Police have detained an activist on charges of breaching Burma’s notorious Video Act after he allegedly filmed a protest by landless farmers in Irrawaddy division two months ago.

Myint Naing’s house in the division’s capital of Bassein was surrounded by some 30 officers in an early morning raid on Monday. The Human Rights Watchdog Network’s leader is being held at a local police station.

His lawyer, Phyo Phyu, said that Myint Naing was brought to the courtroom on the day of his arrest and denied bail.

“About 30 policemen including their commander surrounded [Myint Naing]’s house and charged him … under the Video Act for distributing and exhibiting a video that is not legally approved,” the lawyer said.

Up to 200 farmers had marched to the office of Irrawaddy division’s chief minister, Thein Aung, demanding that land confiscated from them by the army be returned.

That protest pre-empted a similar demonstration in Rangoonon 27 October that ended with eight people being arrested. One of those was Pho Phyu, who is now on bail.

Despite some signs that restrictions on freedom of speech in Burma are easing, the government’s intolerance towards public displays of disquiet remains. In September police detained a man for holding a solo protest against the Chinese-backed Myitosne dam and blocked another rally against the project, which was later suspended by the authorities in a rare response to public opinion.

Pho Phyu is accused by police of leading the Rangoon farmers’ protest, which also demanded the return of confiscated land.
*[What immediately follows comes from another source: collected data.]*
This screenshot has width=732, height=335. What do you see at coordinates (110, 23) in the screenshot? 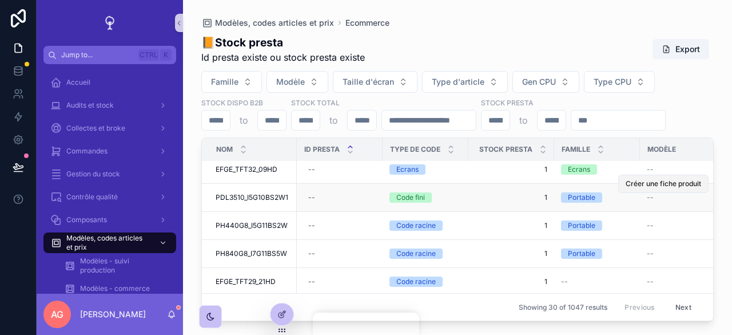
I see `img: App logo` at bounding box center [110, 23].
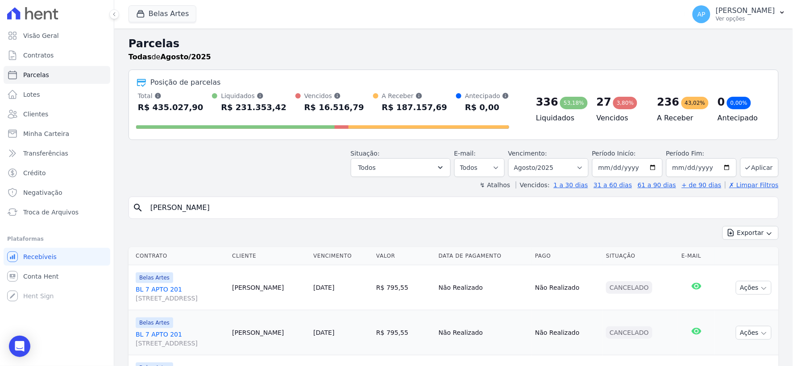 Image resolution: width=793 pixels, height=366 pixels. Describe the element at coordinates (57, 153) in the screenshot. I see `a: Transferências` at that location.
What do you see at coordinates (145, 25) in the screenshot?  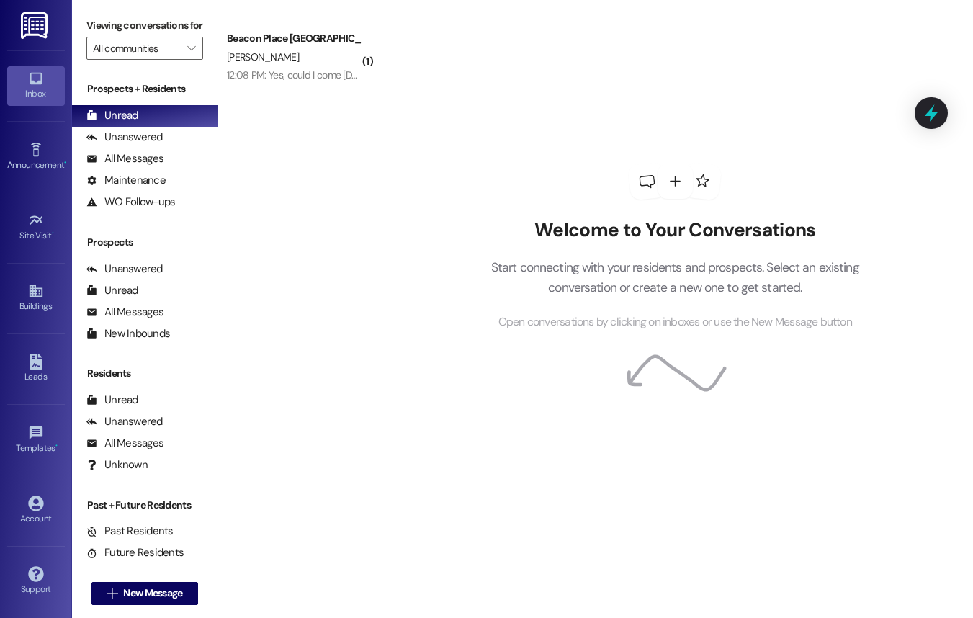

He claims that he was drugged during the 12 hours of interrogation he was subjected to.

The protestors are among some 1,000 farmers in three townships in Rangoon division whom since 1989 have seen more than 60,000 acres of arable land taken by the Burmese military, which often coverts them for cash crops or uses the land for infrastructural projects.

Despite the presence of the International Labour Organisation, which has a mandate to investigate instances of land confiscation in Burma, laws governing the ownership of land are malleable.

More than 60 percent of Burma’s population is dependent on agriculture as its primary source of income.